I just drilled a 3/8" hole and threaded them in, no teflon tape nor anything else required, it is very easy.

Best to you and your birds,

RJ
 
also as far as keeping the water from freezing has anyone tried or thought of using a water bed heater? looking like heating pad... I know the light bulb method is most popular but I'm thinking the heater might be more adjustable? this will be 'our' first winter so I'm trying to think ahead!
 
Ok, on training your birds to use them… put the nipples on your container, make sure it is not air tight, these are the reverse of a water font. Fill with water and leave enough room for some ice. The ice will condense the water vapor and form little drops of water on the outside of the 'bucket'. The birds will see these and peck at them, this is a first step, also when you place the waterer, prime the nipples by pushing in on them a few times to fill the tiny 'cup' on the bottom of the red nipple. This catches most any dripping (horizontal nipples are much drier in the coop than vertical ones) and helps attract the birds. You can then show one or two, or just stand back and watch it happen. I suggest removing all other sources of water.

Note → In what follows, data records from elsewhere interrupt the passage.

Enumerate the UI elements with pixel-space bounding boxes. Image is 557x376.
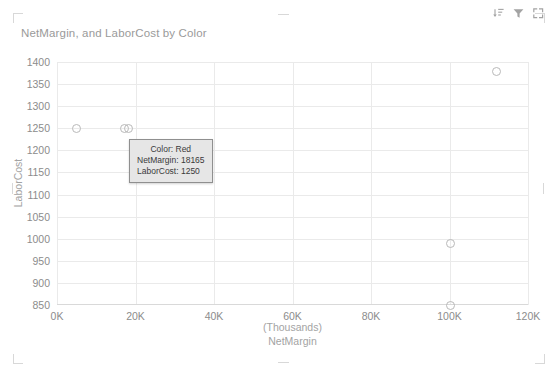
tooltip-row-color: Color: Red [137,144,205,155]
tooltip-row-laborcost: LaborCost: 1250 [137,166,205,177]
x-axis-field-label: NetMargin [57,334,528,348]
data-point-tooltip: Color: Red NetMargin: 18165 LaborCost: 1… [129,139,213,183]
y-axis-tick-label: 950 [32,255,50,267]
resize-handle-bottom-left[interactable] [13,354,23,364]
resize-handle-top-center[interactable] [278,14,289,15]
visual-header-toolbar [492,5,545,21]
gridline-vertical [528,62,529,305]
y-axis-tick-label: 1150 [27,166,50,178]
tooltip-row-netmargin: NetMargin: 18165 [137,155,205,166]
focus-mode-icon[interactable] [532,7,545,20]
x-axis-line [57,304,528,305]
x-axis-unit-label: (Thousands) [57,320,528,334]
gridline-vertical [214,62,215,305]
y-axis-tick-label: 1400 [27,56,50,68]
chart-title: NetMargin, and LaborCost by Color [21,27,207,39]
drill-down-icon[interactable] [492,7,505,20]
scatter-point[interactable] [446,239,455,248]
gridline-vertical [57,62,58,305]
plot-frame: 8509009501000105011001150120012501300135… [57,62,528,305]
plot-area[interactable] [57,62,528,305]
power-bi-visual-container: NetMargin, and LaborCost by Color LaborC… [0,0,557,376]
y-axis-tick-label: 1000 [27,233,50,245]
y-axis-tick-label: 1300 [27,100,50,112]
y-axis-tick-label: 1200 [27,144,50,156]
y-axis-tick-label: 1350 [27,78,50,90]
gridline-vertical [293,62,294,305]
gridline-vertical [136,62,137,305]
y-axis-tick-label: 850 [32,299,50,311]
x-axis-title: (Thousands) NetMargin [57,320,528,348]
scatter-point[interactable] [492,67,501,76]
y-axis-tick-label: 1050 [27,211,50,223]
y-axis-tick-label: 1250 [27,122,50,134]
scatter-point[interactable] [72,124,81,133]
filter-icon[interactable] [512,7,525,20]
resize-handle-top-left[interactable] [13,13,23,23]
gridline-vertical [450,62,451,305]
resize-handle-right-middle[interactable] [543,183,544,194]
gridline-vertical [371,62,372,305]
y-axis-title: LaborCost [12,159,24,207]
scatter-point[interactable] [124,124,133,133]
resize-handle-bottom-right[interactable] [535,354,545,364]
resize-handle-bottom-center[interactable] [278,362,289,363]
y-axis-tick-label: 900 [32,277,50,289]
y-axis-tick-label: 1100 [27,189,50,201]
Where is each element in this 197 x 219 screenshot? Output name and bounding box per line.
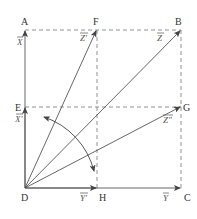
- svg-text:Z": Z": [163, 115, 172, 125]
- svg-text:Z': Z': [80, 33, 88, 43]
- svg-text:X: X: [16, 37, 23, 47]
- svg-text:X': X': [14, 114, 23, 124]
- point-label-H: H: [99, 192, 106, 203]
- point-label-B: B: [175, 16, 182, 27]
- svg-text:Y': Y': [80, 193, 88, 203]
- point-label-D: D: [21, 192, 28, 203]
- svg-text:Y: Y: [163, 193, 169, 203]
- vector-label-Y-prime: Y': [80, 193, 88, 203]
- vector-label-X-prime: X': [14, 114, 23, 124]
- diagram-canvas: A F B E G D H C X X' Z' Z Z" Y': [0, 0, 197, 219]
- vector-label-Z: Z: [157, 33, 164, 43]
- point-label-F: F: [93, 16, 99, 27]
- point-label-A: A: [21, 16, 29, 27]
- svg-text:Z: Z: [157, 33, 163, 43]
- point-label-C: C: [184, 192, 191, 203]
- vector-Z-prime: [25, 31, 96, 188]
- vector-label-Z-prime: Z': [80, 33, 88, 43]
- point-label-G: G: [183, 102, 190, 113]
- vector-Z-double-prime: [25, 107, 180, 188]
- vector-diagram: A F B E G D H C X X' Z' Z Z" Y': [0, 0, 197, 219]
- point-label-E: E: [15, 102, 21, 113]
- vectors: [25, 31, 180, 188]
- vector-Z: [25, 31, 180, 188]
- vector-label-Z-double-prime: Z": [163, 115, 173, 125]
- vector-label-Y: Y: [163, 193, 169, 203]
- vector-label-X: X: [16, 37, 23, 47]
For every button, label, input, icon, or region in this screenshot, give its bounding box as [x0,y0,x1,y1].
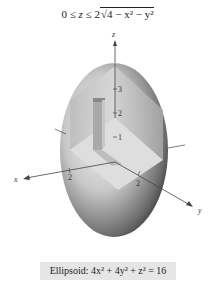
column-front [93,100,102,150]
z-tick-1: 1 [118,133,122,142]
y-axis-label: y [197,206,202,215]
x-axis-label: x [13,175,18,184]
x-axis-back [168,145,185,148]
y-axis-arrow-icon [186,201,193,207]
z-axis-arrow-icon [113,40,117,46]
x-tick-2: 2 [68,173,72,182]
x-axis-arrow-icon [23,175,30,180]
z-tick-2: 2 [118,109,122,118]
y-tick-2: 2 [136,179,140,188]
caption-text: Ellipsoid: 4x² + 4y² + z² = 16 [50,265,167,276]
caption: Ellipsoid: 4x² + 4y² + z² = 16 [40,262,176,280]
z-tick-3: 3 [118,85,122,94]
z-axis-label: z [111,30,116,39]
ellipsoid-figure: z 3 2 1 x 2 y 2 [0,0,216,285]
column-side [102,100,105,150]
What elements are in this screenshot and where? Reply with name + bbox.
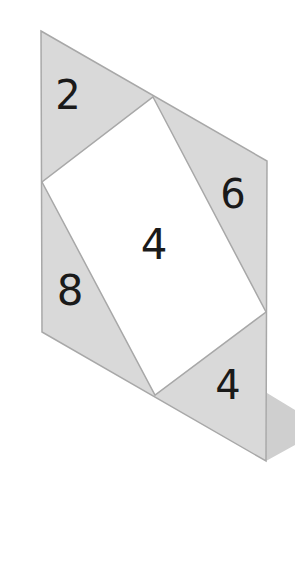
label-bottom-left-triangle: 8: [57, 266, 84, 315]
label-top-left-triangle: 2: [55, 72, 80, 118]
label-center-rectangle: 4: [141, 220, 168, 269]
diagram-canvas: 2 6 4 8 4: [0, 0, 295, 574]
label-bottom-right-triangle: 4: [215, 362, 240, 408]
label-top-right-triangle: 6: [220, 171, 245, 217]
shadow: [266, 393, 295, 461]
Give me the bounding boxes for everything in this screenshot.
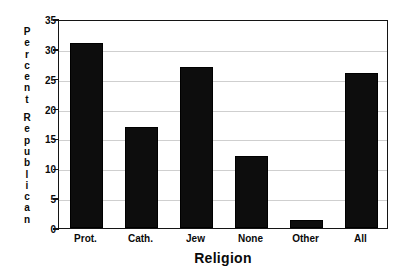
bar-series [59,21,387,228]
plot-area [58,20,388,229]
bar-chart-figure: PercentRepublican 05101520253035 Prot.Ca… [0,0,416,276]
x-axis-tick-label: Jew [186,233,205,244]
bar [125,127,158,229]
bar [235,156,268,228]
x-axis-tick-label: Cath. [128,233,153,244]
bar [180,67,213,228]
x-axis-tick-label: None [238,233,263,244]
x-axis-title: Religion [58,250,388,266]
bar [345,73,378,228]
x-axis-tick-label: All [354,233,367,244]
bar [290,220,323,228]
x-axis-tick-label: Prot. [74,233,97,244]
bar [70,43,103,228]
x-axis-tick-label: Other [292,233,319,244]
x-axis-tick-labels: Prot.Cath.JewNoneOtherAll [58,233,388,249]
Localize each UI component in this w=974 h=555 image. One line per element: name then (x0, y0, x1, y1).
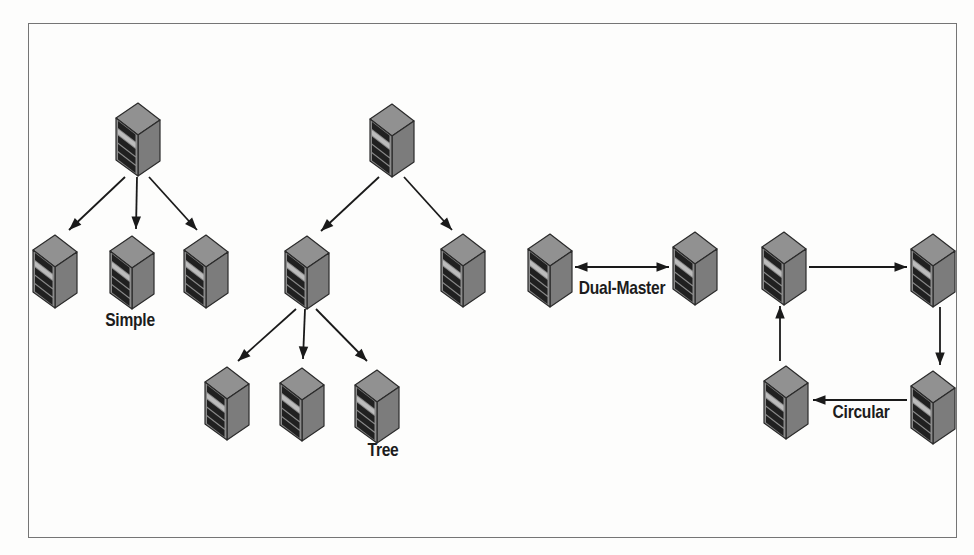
server-icon (33, 235, 77, 308)
server-icon (205, 367, 249, 440)
server-icon (762, 232, 806, 305)
server-icon (110, 236, 154, 309)
server-icon (764, 366, 808, 439)
arrowhead (575, 262, 588, 272)
server-icon (911, 234, 955, 307)
label-simple: Simple (105, 309, 155, 331)
figure-canvas: Simple Tree Dual-Master Circular (0, 0, 974, 555)
replication-topologies-diagram (0, 0, 974, 555)
server-icon (528, 234, 572, 307)
arrowhead (775, 306, 785, 319)
server-icon (370, 104, 414, 177)
server-icon (280, 368, 324, 441)
server-icon (184, 235, 228, 308)
label-tree: Tree (367, 439, 398, 461)
arrowhead (935, 353, 945, 366)
server-icon (441, 234, 485, 307)
topology-tree (205, 104, 485, 443)
topology-simple (33, 103, 228, 309)
server-icon (355, 370, 399, 443)
server-icon (285, 236, 329, 309)
label-dual-master: Dual-Master (579, 277, 665, 299)
server-icon (116, 103, 160, 176)
server-icon (673, 232, 717, 305)
arrowhead (895, 262, 908, 272)
arrowhead (299, 346, 308, 359)
server-icon (911, 371, 955, 444)
label-circular: Circular (833, 401, 890, 423)
arrowhead (131, 216, 140, 229)
arrowhead (657, 262, 670, 272)
arrowhead (813, 395, 826, 405)
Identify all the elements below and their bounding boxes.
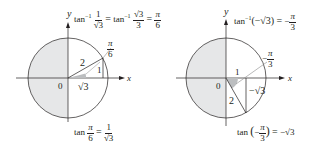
right-angle-label: −π3 — [262, 49, 274, 69]
left-y-arrow-icon — [66, 22, 70, 28]
right-x-arrow-icon — [279, 76, 285, 80]
left-diagram — [16, 22, 125, 122]
left-opposite-label: 1 — [97, 66, 102, 75]
left-y-label: y — [67, 9, 71, 19]
right-adjacent-label: 1 — [235, 68, 240, 77]
right-y-label: y — [224, 7, 228, 17]
left-origin-label: 0 — [58, 82, 63, 91]
left-hypotenuse-label: 2 — [80, 58, 85, 68]
left-footer-equation: tan π6 = 1√3 — [74, 123, 113, 143]
left-header-mid-fn: tan — [113, 14, 124, 24]
right-x-label: x — [288, 74, 292, 83]
left-header-sup: −1 — [85, 13, 91, 19]
left-header-equation: tan−1 1√3 = tan−1 √33 = π6 — [74, 10, 161, 30]
left-header-fn: tan — [74, 14, 85, 24]
left-header-mid-frac: √33 — [133, 10, 144, 30]
right-footer-equation: tan (−π3) = −√3 — [237, 123, 295, 143]
left-header-lhs-frac: 1√3 — [94, 10, 103, 30]
right-angle-wedge — [226, 78, 238, 88]
left-angle-label: π6 — [107, 39, 114, 59]
left-x-arrow-icon — [119, 76, 125, 80]
left-adjacent-label: √3 — [78, 82, 89, 92]
left-x-label: x — [127, 74, 131, 83]
left-angle-wedge — [68, 73, 86, 78]
right-origin-label: 0 — [216, 82, 221, 91]
right-hypotenuse-label: 2 — [229, 96, 234, 106]
right-header-equation: tan−1(−√3) = −π3 — [234, 12, 296, 32]
right-diagram — [176, 19, 285, 126]
right-opposite-label: −√3 — [249, 86, 265, 96]
left-header-rhs-frac: π6 — [154, 10, 161, 30]
right-y-arrow-icon — [224, 19, 228, 25]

I know this seems counter intuitive, but it seems to work best. If you can get a few pecking, the rest will do the same and in short order you will have all of them on nipples. As an aside, I've been on this for almost a week now, and my wife still wants to put the old plastic font back into the brooder, she worries they are not drinking. Well all are alive and doing just fine thank you, and I feel better because the water stays clean. Please make sure you use a lid, if a bird were to fly up there and fall in, it would drown. And it keeps 'stuff' out of the water.

I think I spoke on heaters a few posts back in this thread, but I use a stock tank heater, bird bath deicers work as well, and with horizontal nipples, they should resist freezing very well.

In regard to starting my birds at two weeks instead of at three days, my little banty chicks were just too small for me to feel good about doing this, until they had a good dose of spunk in them. So this is why I held off on introducing them to the nipples. Regular full size birds can use them at about three days. I have heard of some folks taking the chicks from the shipping box and dipping the beak on a nipple, but I don't.

Anyway, it is easy to do, a drill and a bucket, some ice and a lid, please remember to vent the lid somewhere.